** Excerpted data **
Segment Open
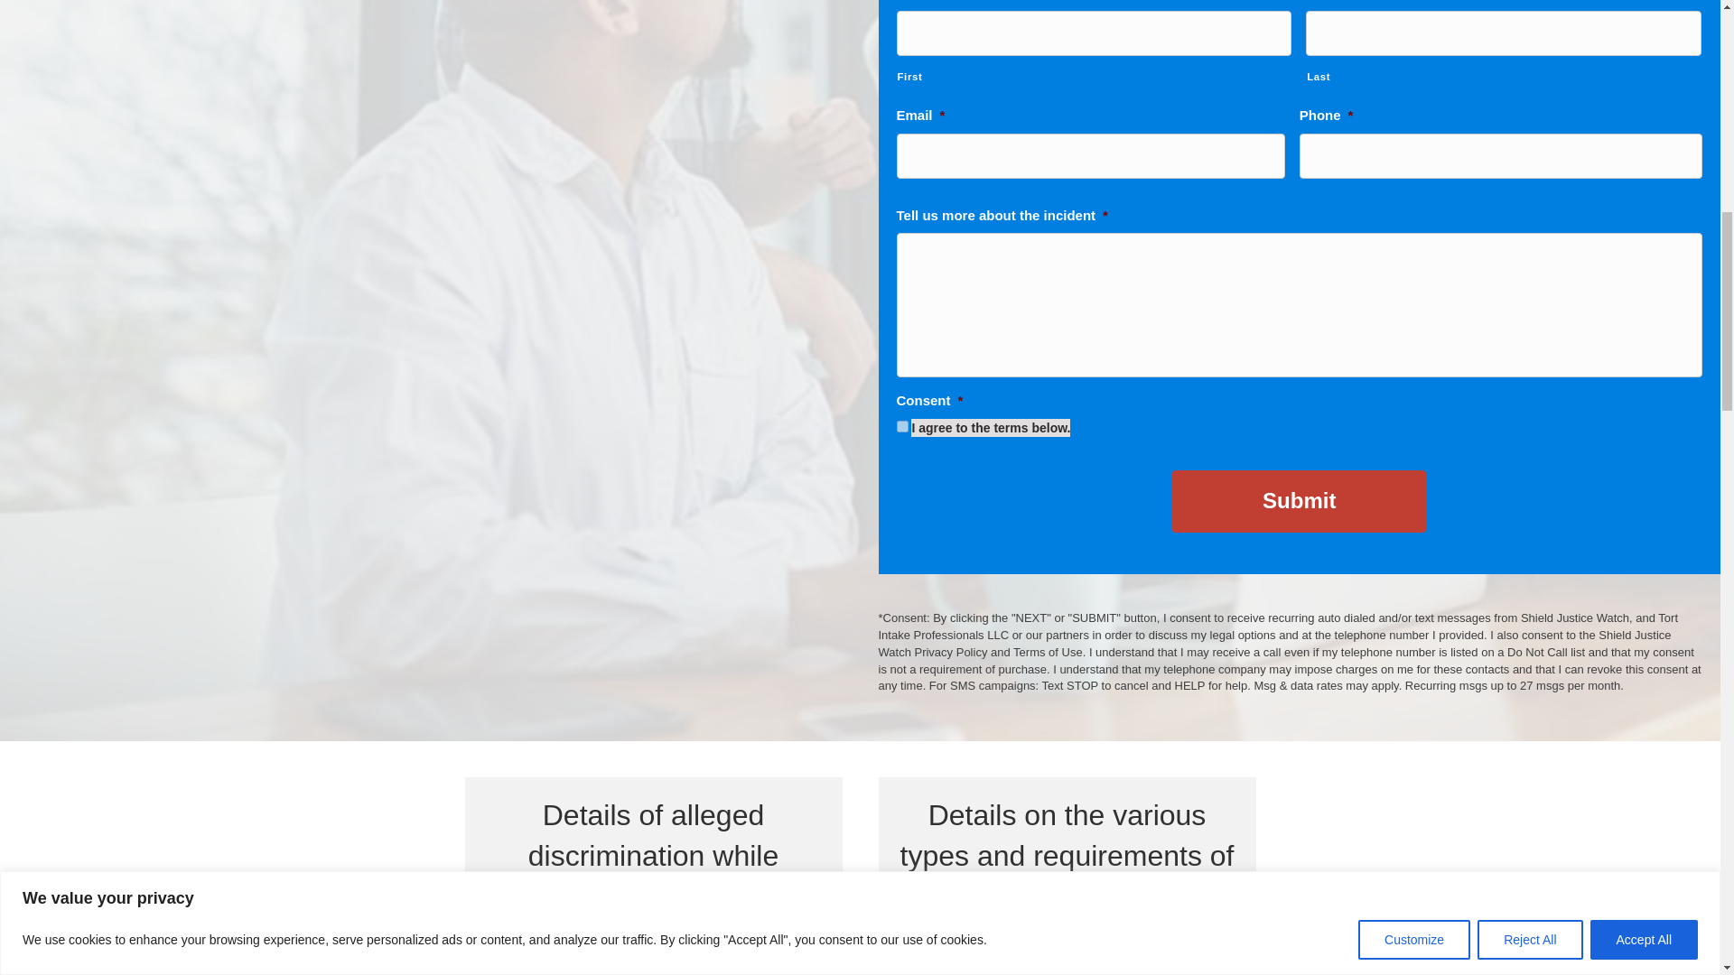 The height and width of the screenshot is (975, 1734). Describe the element at coordinates (950, 652) in the screenshot. I see `Privacy Policy` at that location.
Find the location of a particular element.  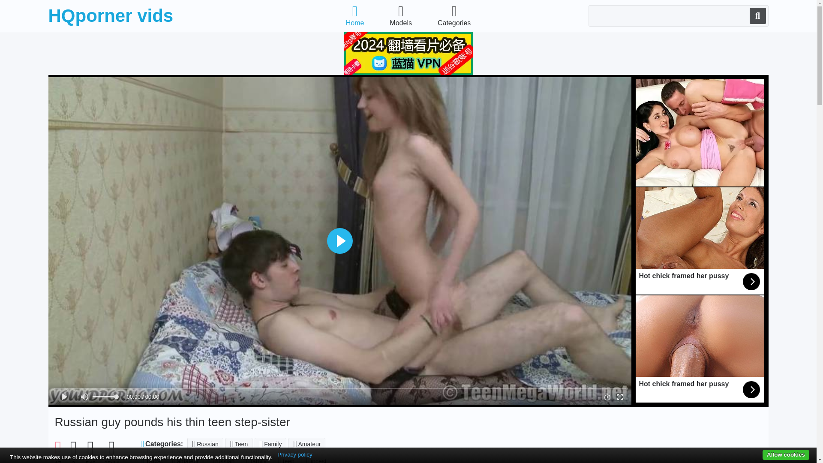

Amateur is located at coordinates (307, 444).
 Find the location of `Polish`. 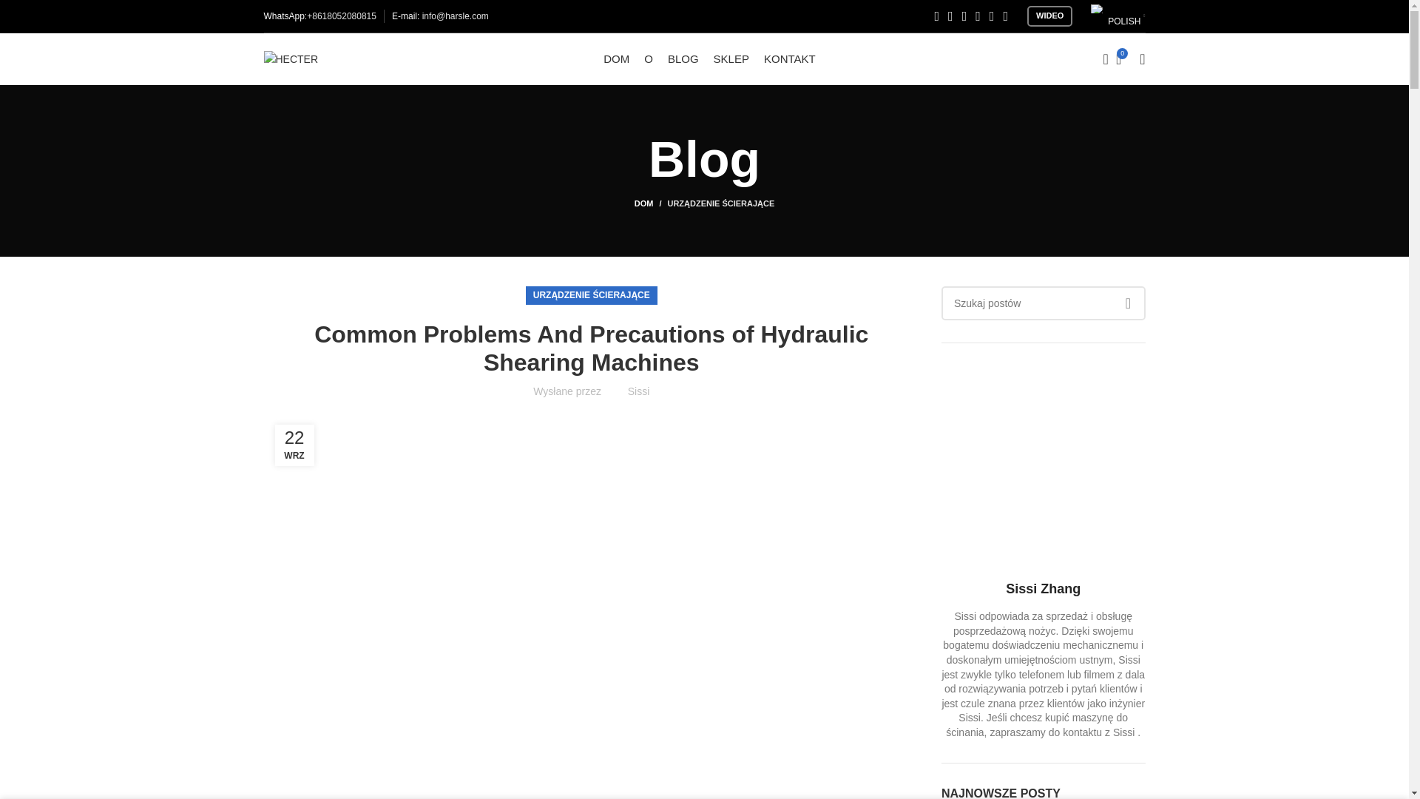

Polish is located at coordinates (1097, 9).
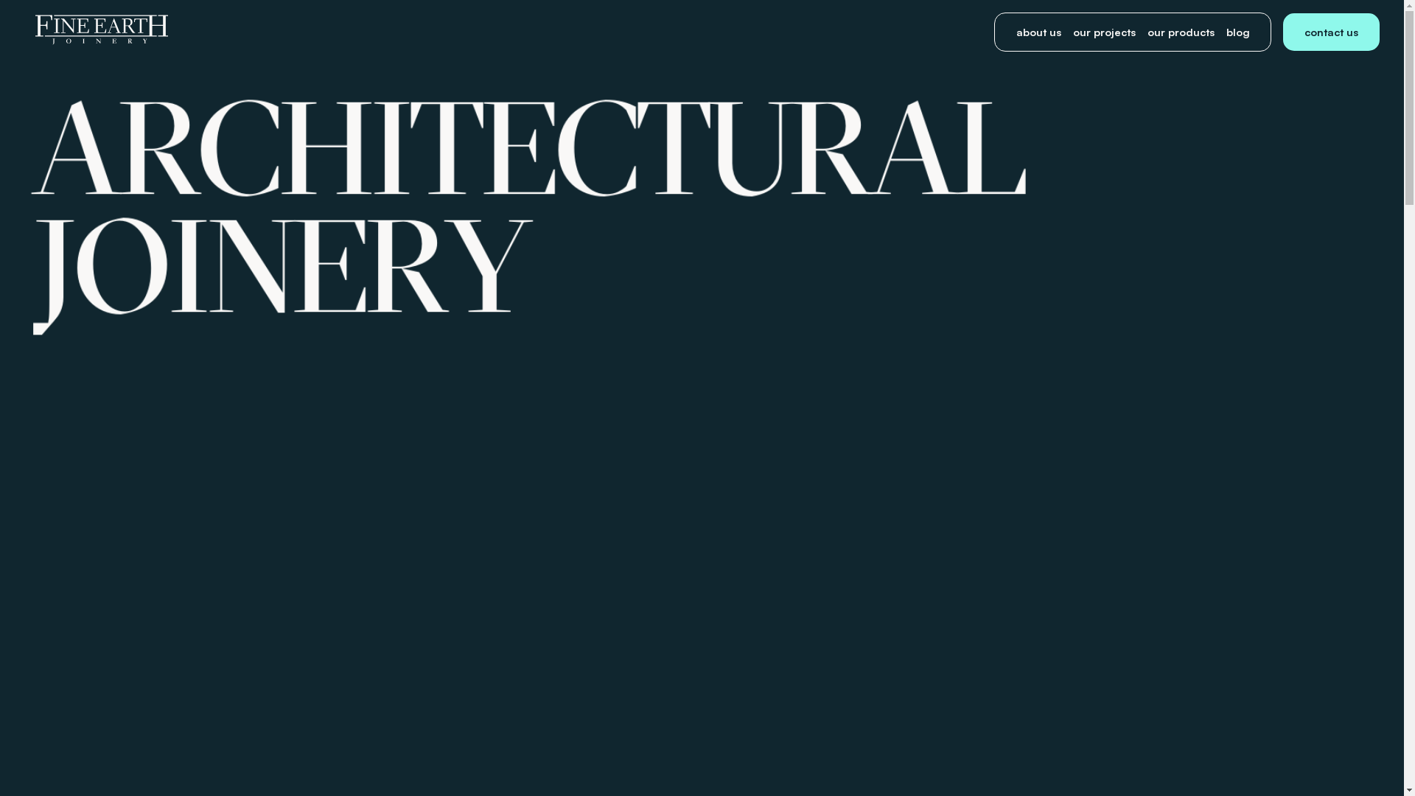 The image size is (1415, 796). Describe the element at coordinates (1180, 32) in the screenshot. I see `our products` at that location.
Segment Closed
** What you need to do **
Beginning with the line that holds "Find the location of a particular element.", extract every line to the end of the material, exactly as it stands, and drop the pictures.

** Answer for the task **
Find the location of a particular element.  

Amateur is located at coordinates (307, 444).
 Find the location of `Polish`. 

Polish is located at coordinates (1097, 9).
 The image size is (1415, 796). Describe the element at coordinates (1180, 32) in the screenshot. I see `our products` at that location.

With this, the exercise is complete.